Anyone promising a ‘transformation’ or ‘lifestyle change’ or ‘hormone diet’ or ‘fat burner’ or ‘metabolic reset/kickstart’ or anything to do with cleanses or detoxes or ‘clean’ eating.

Hyperbolic language or talk about resetting hormones or metabolism, or burning fat are dead giveaways that you’re being scammed. 

You can’t kickstart or reset anything in your body, and fat burners are and always have been BS. Cleanses and detoxes have been debunked too many times to count, and ‘clean’ eating means nothing. So yeah, run away. 

Anyone posting anti-vaccine content or anything about EMFs or microwaves.

These conspiracy theorists don’t know about science or how the body works. Therefore, they shouldn’t be giving you information about those things. 

Anyone mentioning that lemon water/ACV/Himalayan salt should be consumed daily.

There is absolutely no benefit to consuming any of these, yet I see them being recommended all the time by diet ‘experts.’ Something about the ‘minerals’ in the salt, the ‘cleansing’ effect of the lemon water, and the ‘blood sugar lowering’ of the ACV.

No.

Any diet that makes you weigh yourself or track food/calories.

I don’t care if a program says it’s not a diet *ahem* Noom *ahem*

If it tells you to weigh yourself or track food, IT’S A DIET. 

Read my review of Noom here.

Any plan that suggests that organic/grass fed/wild foods are superior to conventional ones.

You can’t have a good relationship with food if you’re anxious about what you’re eating because it might not be ‘clean’ enough. The above foods have no significant nutritional advantages to conventional ones, and anyone saying they do, should be ignored.

Any plan that you can’t see yourself doing for the rest of your life.

Seriously, if you’re thinking of doing some diet that’s IF/keto/frigging carb cycling, for example, how long do you think you’re going to last on that? And what’s your life going to be like when you’re doing it, or when you go off of it and likely gain the weight back?

These things MATTER. If you aren’t able to sustain a way of eating, chances are that it’s extreme.

Any plan by a doctor (real or imagined) who’s a TikTok influencer *ahem* Galveston Diet *ahem*

I’m adding this one in because it takes a certain amount of unprofessionalism to sit on TikTok and point to captions like an idiot while promoting a garbage diet. So yeah, red flag.

Read my review of the Galveston Diet here.

Realize that you don’t need to be ‘fixed.’

Contrary to what diet culture tells us all, you are good enough the way you are, and anyone or anything that makes you feel as though you need fixing, should be ignored.

How you eat, and what you weigh, don’t factor in AT ALL into who you are as a person. You aren’t broken, my friend. Not at all.

If you’re constantly telling yourself that you aren’t good enough, that behavior is what needs changing. I take readers through this process in my book Good Food, Bad Diet, but the TL;DR of it is this:

Recognize how often you say negative things to yourself, either out loud or in your head.

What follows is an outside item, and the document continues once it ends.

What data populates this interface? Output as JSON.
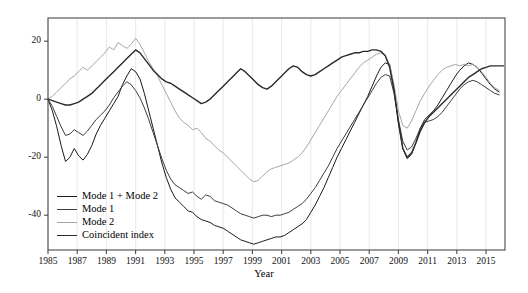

CHALLENGE those thoughts. Ask yourself if these things are really true. Provide proof that they’re true (I’ll bet you can’t).

Understand that negative self-talk is rarely if ever based in reality. Acknowledge this.

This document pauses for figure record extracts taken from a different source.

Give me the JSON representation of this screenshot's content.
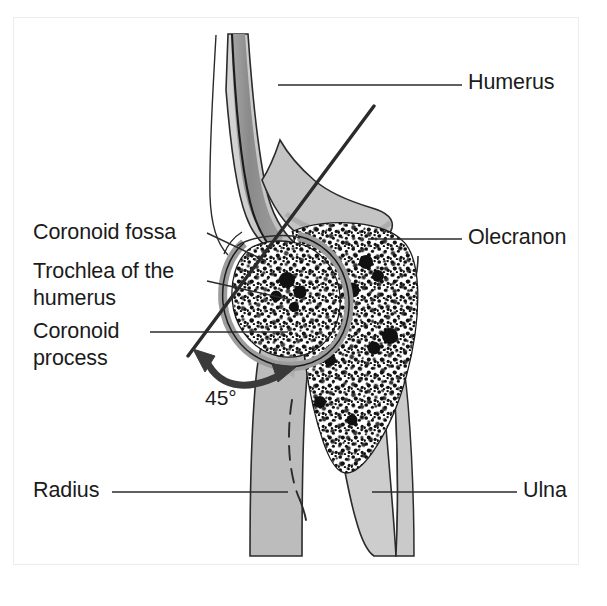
{
  "figure": {
    "domain": "anatomical-illustration",
    "frame": {
      "x": 13,
      "y": 17,
      "width": 566,
      "height": 548,
      "border_color": "#ececec"
    },
    "background_color": "#ffffff"
  },
  "palette": {
    "outline": "#1b1b1b",
    "bone_light_gray": "#c9c9c9",
    "bone_mid_gray": "#b4b4b4",
    "medullary_dark_gray": "#8d8d8d",
    "cartilage_gray": "#a8a8a8",
    "spongy_white": "#ffffff",
    "trabecular_dot": "#111111",
    "leader_line": "#2b2b2b",
    "arrow": "#3a3a3a",
    "text": "#1b1b1b"
  },
  "labels": [
    {
      "id": "humerus",
      "text": "Humerus",
      "side": "right",
      "x": 468,
      "y": 69,
      "leader": {
        "x1": 278,
        "y1": 85,
        "x2": 462,
        "y2": 85
      }
    },
    {
      "id": "olecranon",
      "text": "Olecranon",
      "side": "right",
      "x": 468,
      "y": 224,
      "leader": {
        "x1": 368,
        "y1": 239,
        "x2": 462,
        "y2": 239
      }
    },
    {
      "id": "ulna",
      "text": "Ulna",
      "side": "right",
      "x": 523,
      "y": 477,
      "leader": {
        "x1": 372,
        "y1": 492,
        "x2": 517,
        "y2": 492
      }
    },
    {
      "id": "radius",
      "text": "Radius",
      "side": "left",
      "x": 33,
      "y": 477,
      "leader": {
        "x1": 112,
        "y1": 492,
        "x2": 288,
        "y2": 492
      }
    },
    {
      "id": "coronoid-fossa",
      "text": "Coronoid fossa",
      "side": "left",
      "x": 33,
      "y": 219,
      "leader": {
        "x1": 207,
        "y1": 233,
        "x2": 266,
        "y2": 261
      }
    },
    {
      "id": "trochlea-of-the-humerus",
      "text": "Trochlea of the\nhumerus",
      "side": "left",
      "x": 33,
      "y": 258,
      "leader": {
        "x1": 207,
        "y1": 281,
        "x2": 292,
        "y2": 300
      }
    },
    {
      "id": "coronoid-process",
      "text": "Coronoid\nprocess",
      "side": "left",
      "x": 33,
      "y": 318,
      "leader": {
        "x1": 150,
        "y1": 332,
        "x2": 288,
        "y2": 332
      }
    }
  ],
  "angle_annotation": {
    "id": "flexion-angle",
    "value": "45°",
    "x": 205,
    "y": 386,
    "arrow": {
      "type": "double-headed-curved",
      "start": {
        "x": 196,
        "y": 352
      },
      "control": {
        "x": 226,
        "y": 396
      },
      "end": {
        "x": 287,
        "y": 374
      },
      "color": "#3a3a3a",
      "stroke_width": 7
    }
  },
  "axis_line": {
    "id": "humerus-long-axis",
    "x1": 374,
    "y1": 106,
    "x2": 188,
    "y2": 356,
    "stroke_width": 3.4,
    "color": "#2b2b2b"
  },
  "structures": [
    {
      "id": "humerus-shaft",
      "name": "humerus shaft",
      "fill": "#c9c9c9"
    },
    {
      "id": "humerus-medullary-cavity",
      "name": "medullary cavity of humerus",
      "fill": "#8d8d8d"
    },
    {
      "id": "humerus-periosteum-outline",
      "name": "periosteum outline of humerus",
      "fill": "none"
    },
    {
      "id": "trochlea",
      "name": "trochlea of the humerus",
      "fill": "#ffffff",
      "texture": "trabecular-stipple"
    },
    {
      "id": "olecranon-body",
      "name": "olecranon of ulna",
      "fill": "#ffffff",
      "texture": "trabecular-stipple"
    },
    {
      "id": "joint-cartilage",
      "name": "articular cartilage",
      "fill": "#a8a8a8"
    },
    {
      "id": "radius-shaft",
      "name": "radius shaft",
      "fill": "#b4b4b4"
    },
    {
      "id": "ulna-shaft",
      "name": "ulna shaft",
      "fill": "#c9c9c9"
    },
    {
      "id": "coronoid-process-body",
      "name": "coronoid process",
      "fill": "#b4b4b4"
    }
  ]
}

Flip your negative thoughts into positive – or neutral – ones. 

Repeat, repeat, repeat.

Just breathe.

Especially now, when the holidays are around the corner, and stress and food are all around us.

Just breathe, and remember:

Nothing bad is going to happen to you if you enjoy food. You’re supposed to enjoy it.

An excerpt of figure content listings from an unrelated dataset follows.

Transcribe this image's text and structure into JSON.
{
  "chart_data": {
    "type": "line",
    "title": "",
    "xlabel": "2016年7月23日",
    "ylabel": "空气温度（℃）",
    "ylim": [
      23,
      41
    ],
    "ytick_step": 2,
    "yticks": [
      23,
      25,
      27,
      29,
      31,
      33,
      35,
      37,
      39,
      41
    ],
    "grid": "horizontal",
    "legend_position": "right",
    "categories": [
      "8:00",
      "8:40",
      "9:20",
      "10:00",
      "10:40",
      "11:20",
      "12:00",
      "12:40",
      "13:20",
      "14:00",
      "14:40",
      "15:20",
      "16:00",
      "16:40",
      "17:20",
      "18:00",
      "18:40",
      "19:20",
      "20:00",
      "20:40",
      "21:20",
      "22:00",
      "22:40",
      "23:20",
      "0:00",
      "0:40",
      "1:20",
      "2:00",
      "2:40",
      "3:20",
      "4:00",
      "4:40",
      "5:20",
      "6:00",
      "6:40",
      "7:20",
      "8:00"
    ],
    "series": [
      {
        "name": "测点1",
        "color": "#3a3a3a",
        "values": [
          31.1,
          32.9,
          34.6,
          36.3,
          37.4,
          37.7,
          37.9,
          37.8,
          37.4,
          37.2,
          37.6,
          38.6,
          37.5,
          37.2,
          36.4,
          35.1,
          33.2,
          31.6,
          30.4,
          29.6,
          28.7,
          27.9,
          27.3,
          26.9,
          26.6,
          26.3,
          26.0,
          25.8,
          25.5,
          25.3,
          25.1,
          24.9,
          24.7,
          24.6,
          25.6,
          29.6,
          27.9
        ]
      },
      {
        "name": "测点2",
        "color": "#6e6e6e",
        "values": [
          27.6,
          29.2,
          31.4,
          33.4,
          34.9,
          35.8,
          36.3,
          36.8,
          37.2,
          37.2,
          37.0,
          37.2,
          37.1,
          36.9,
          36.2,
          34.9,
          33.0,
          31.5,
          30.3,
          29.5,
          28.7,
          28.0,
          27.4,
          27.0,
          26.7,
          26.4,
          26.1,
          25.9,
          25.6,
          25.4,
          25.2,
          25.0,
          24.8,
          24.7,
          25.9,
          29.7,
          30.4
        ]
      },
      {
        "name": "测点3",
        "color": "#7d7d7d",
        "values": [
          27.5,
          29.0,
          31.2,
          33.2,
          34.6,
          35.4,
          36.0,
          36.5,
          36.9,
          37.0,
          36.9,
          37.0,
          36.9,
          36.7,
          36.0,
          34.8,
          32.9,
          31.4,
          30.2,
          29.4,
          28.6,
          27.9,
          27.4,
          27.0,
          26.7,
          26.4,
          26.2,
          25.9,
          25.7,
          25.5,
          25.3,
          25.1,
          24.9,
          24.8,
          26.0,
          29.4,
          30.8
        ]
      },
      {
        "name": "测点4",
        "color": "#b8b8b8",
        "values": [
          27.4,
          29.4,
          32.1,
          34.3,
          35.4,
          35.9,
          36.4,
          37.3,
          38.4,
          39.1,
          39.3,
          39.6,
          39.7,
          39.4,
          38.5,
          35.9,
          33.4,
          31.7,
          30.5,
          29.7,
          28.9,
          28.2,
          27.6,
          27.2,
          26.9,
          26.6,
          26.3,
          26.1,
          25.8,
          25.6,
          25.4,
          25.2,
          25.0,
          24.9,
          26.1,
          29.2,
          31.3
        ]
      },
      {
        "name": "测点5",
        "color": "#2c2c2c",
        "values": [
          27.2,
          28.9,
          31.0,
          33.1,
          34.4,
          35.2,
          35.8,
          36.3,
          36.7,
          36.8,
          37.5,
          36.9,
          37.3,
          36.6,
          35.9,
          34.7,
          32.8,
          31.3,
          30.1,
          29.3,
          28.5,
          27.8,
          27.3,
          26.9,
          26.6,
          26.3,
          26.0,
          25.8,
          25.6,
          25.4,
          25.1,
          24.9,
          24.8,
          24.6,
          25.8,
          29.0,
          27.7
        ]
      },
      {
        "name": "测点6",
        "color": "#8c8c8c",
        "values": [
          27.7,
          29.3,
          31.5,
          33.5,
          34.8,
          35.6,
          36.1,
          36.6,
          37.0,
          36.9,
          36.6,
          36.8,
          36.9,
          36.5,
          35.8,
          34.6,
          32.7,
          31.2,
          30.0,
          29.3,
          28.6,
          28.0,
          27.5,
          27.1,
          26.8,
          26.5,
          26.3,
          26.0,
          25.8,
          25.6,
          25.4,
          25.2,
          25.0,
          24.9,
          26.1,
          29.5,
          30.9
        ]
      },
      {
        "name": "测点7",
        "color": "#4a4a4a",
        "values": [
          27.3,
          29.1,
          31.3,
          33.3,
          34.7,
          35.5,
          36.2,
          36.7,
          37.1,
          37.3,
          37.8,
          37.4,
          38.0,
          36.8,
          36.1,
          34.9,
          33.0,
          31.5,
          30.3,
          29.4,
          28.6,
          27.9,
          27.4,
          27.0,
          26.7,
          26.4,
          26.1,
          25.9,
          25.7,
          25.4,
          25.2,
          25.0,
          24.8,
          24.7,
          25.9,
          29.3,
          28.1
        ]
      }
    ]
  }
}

Your diet doesn’t say anything about your goodness (or otherwise) as a person. 

Most importantly, please know that at some point, the weight that you’ve been punishing yourself over isn’t worth the effort you’re expending to take it off. 

That if you’re not living your best life because you’re torturing yourself to lose those pounds, it’s time to take a hard look at your expectations and whether you’re REALLY better off spending the next X years in the same situation, versus accepting the weight and where you are now. 

 

Building a better relationship with food and your body is a process, but it’s a worthwhile one. Even if you take two steps forward and one step back, keep it going. You’ll get there.